Tuesday 19 October 2010

On cooking an Octopus.

A friend of mine recently made an impulse purchase of octopus whilst out shopping and asked me if I knew of any good recipes. I had to admit that I had never cooked one before and this left me wondering why not? Octopus is tasty, easily available, and above all cheap, so I really couldn't understand why I’d never had a go. The reason I realised is that they're notoriously difficult to cook.  Tough rubbery octopus is never pleasant, and from all I’d heard it took a great skill and a lot of hard work to keep the beasts tender.
Then I remembered the great Harold McGee had taken on the problem and although he hadn't solved it conclusively, I thought I’d give his advice a go.
The octopus requires 3-4 hrs of cooking, but that time is easily spent sitting around watching telly.
This recipe is so simple I’ve decided to try and explain it in the style of that megalithic rock-faced arse Gordon Ramsay.
Here goes:

Octopus! - Legs remove! - Head in bin - boiling water! - Blanch legs, 30secs - Oven! 100 degrees - octopus in dry pan - 4hrs. Done!

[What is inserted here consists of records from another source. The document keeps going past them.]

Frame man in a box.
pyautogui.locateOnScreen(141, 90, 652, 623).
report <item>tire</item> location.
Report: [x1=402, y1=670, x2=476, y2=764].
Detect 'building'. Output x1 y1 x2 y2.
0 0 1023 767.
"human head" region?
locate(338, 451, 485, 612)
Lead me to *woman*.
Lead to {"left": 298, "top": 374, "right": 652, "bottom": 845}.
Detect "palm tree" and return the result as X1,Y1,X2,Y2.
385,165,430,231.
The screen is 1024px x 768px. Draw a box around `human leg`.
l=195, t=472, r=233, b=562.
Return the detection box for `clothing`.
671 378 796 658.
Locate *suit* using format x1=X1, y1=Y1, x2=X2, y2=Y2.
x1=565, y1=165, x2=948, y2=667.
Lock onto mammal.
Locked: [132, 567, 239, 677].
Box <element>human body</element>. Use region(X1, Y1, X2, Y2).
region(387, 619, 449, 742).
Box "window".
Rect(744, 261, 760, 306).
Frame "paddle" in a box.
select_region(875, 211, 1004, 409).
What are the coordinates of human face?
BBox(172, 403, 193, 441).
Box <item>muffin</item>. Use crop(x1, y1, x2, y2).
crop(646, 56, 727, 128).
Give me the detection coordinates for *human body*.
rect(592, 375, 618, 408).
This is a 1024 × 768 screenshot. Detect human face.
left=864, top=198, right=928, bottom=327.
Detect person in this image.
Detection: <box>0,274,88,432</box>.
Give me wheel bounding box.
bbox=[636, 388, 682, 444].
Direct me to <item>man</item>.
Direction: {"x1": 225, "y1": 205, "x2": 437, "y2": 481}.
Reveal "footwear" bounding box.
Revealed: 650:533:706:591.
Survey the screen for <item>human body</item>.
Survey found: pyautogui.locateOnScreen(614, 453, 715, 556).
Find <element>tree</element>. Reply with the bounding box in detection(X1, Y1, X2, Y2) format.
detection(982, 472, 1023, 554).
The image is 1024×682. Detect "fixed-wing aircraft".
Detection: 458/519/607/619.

McGee explains that an octopus’s body is made up primarily of collagen and for the end result to be tender and juicy, then that collagen needs to melt down and become gelatine. This process and the dry pan style of cooking has the added bonus that the octopus ends up sitting in a wonderful seafood sauce of it's own making.  My octopus was indeed tender, and had an incredibly strong flavour of the sea. So strong in fact that my seafood loathing girlfriend wretched when I forced her with the threat of violence to try it, and that, in my book is a result.
It hasn't yet made it to completed dish status as the strong ocean smell filled the house and annoyed the misses so I had to eat it briskly before she binned it, hence the lack of a final photo. I was however so impressed with the finished product that I’m now just waiting for her indoors to go away for a couple of days, so I can cook it again.